The narrative is bulked out by personal reminiscences and anecdotes, many used as a basis for sweeping, often dubious, generalisations; there is an evident relish for horror stories. Hard facts are scanty, and many incorrect even though well-known - wrong dates for the start of Operation Thursday and the death of Wingate, the wrong division landing at Rangoon, on the wrong day. Sources are mis-quoted, not acknowledged, their evidence distorted. How can one trust the rest of the book? This is not history, but rather slapdash journalism; as Kipling wrote, 'Once a journalist, always and forever a journalist'.

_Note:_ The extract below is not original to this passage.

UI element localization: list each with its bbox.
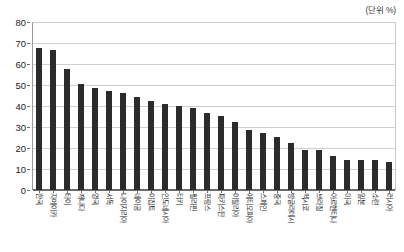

A Very Good Lucid Overview of the Subject4
This book gives a good overview of the campaign against Japan during the years 1944 to 1945. Hastings' fluid style and excellent layout of the book make the somewhat daunting 600 page narrative a reasonably easy read. Many interviews have been conducted with combatants of all the nations involved in the campaign and these add an insight into what some of the terrible battles were actually like for the participants. The experiences of the occupied and imprisoned are also included. Hastings is excellent at drawing character sketches of all the leading figures, military and civilian, who played a part and these add much to the interest of the story. The familiar actions in Burma, the US naval war, the Philippines, Iwo Jima and Okinawa are covered. A critical appraisal of LeMay's B29 devastation of Japanese cities versus the less well known American submarine blockade of Japan will be new to many readers. The war in China is also covered to some extent as are the roles of the Chinese Nationalist and Communist armies, again perhaps, unfamiliar ground. Surprisingly the least well handled section is that on the use of the atomic bombs where the narrative thrust becomes lost in a web of argument and counter-argument as Hastings clearly tries to cover all points. Although not a definitive account of the subject this is, nevertheless, a very good book.